Articles

A Systematic Review of Interventions on Driving Performance in Older Drivers


AUTHOR
김문영(Moon-Young Kim), 김연주(Yeon-Ju Kim), 이예진(Ye-Jin Lee), 박혜연(Hae-Yean Park)
INFORMATION
page. 33~46 / No 2

e-ISSN
2671-4450
p-ISSN
1226-0134
Received
2015-07-30
Revised
2015-08-23
Accepted
2016-06-24
DOI
https://doi.org/http://dx.doi.org/10.14519/jksot.2016.24.2.03
Fulltext

ABSTRACT

Objective: The aim of this study is to investigate the effectiveness of different interventions applied to the driving performance of older drivers. Methods: Previous studies were found from an electronic database (e.g., MEDLINE and Google Scholar) published within a ten-year period from between January 2005 to April 2015. The following key terms were used: ‘automobile driving’ (MeSH term), ‘Aged’ (MeSH term), ‘Occupational Therapy’ (MeSH term) and ‘Treatment Outcome’ (MeSH term). Seven articles met the inclusion criteria. Results: The articles reviewed included five Level I evidence articles (71.4%) and two Level Ⅱ articles (28.6%). Five intervention themes emerged from the research: (1) cognitive training, (2) physical training, (3) education program, (4) simulator training, and (5) on-road driver training. Speed-of-processing and reasoning training resulted in lower rates of at-fault collision involvement than the controls during cognitive training. Only the education program theme did not show a significant improvement, and the effectiveness increased when carried out in conjunction with on-road driver training.

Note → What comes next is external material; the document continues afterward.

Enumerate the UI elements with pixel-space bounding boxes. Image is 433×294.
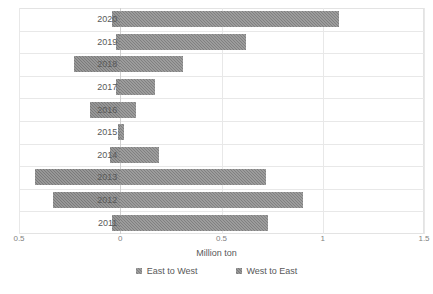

Driving performance was improved through physical training, simulator training, and on-road driver training. Conclusion: The articles reviewed programs for various types of interventions. It is important for occupational therapy practitioners to provide an appropriate intervention for elderly drivers to improve their driving performance. Therefore, a variety of Korean training programs for driving rehabilitation are expected to be developed.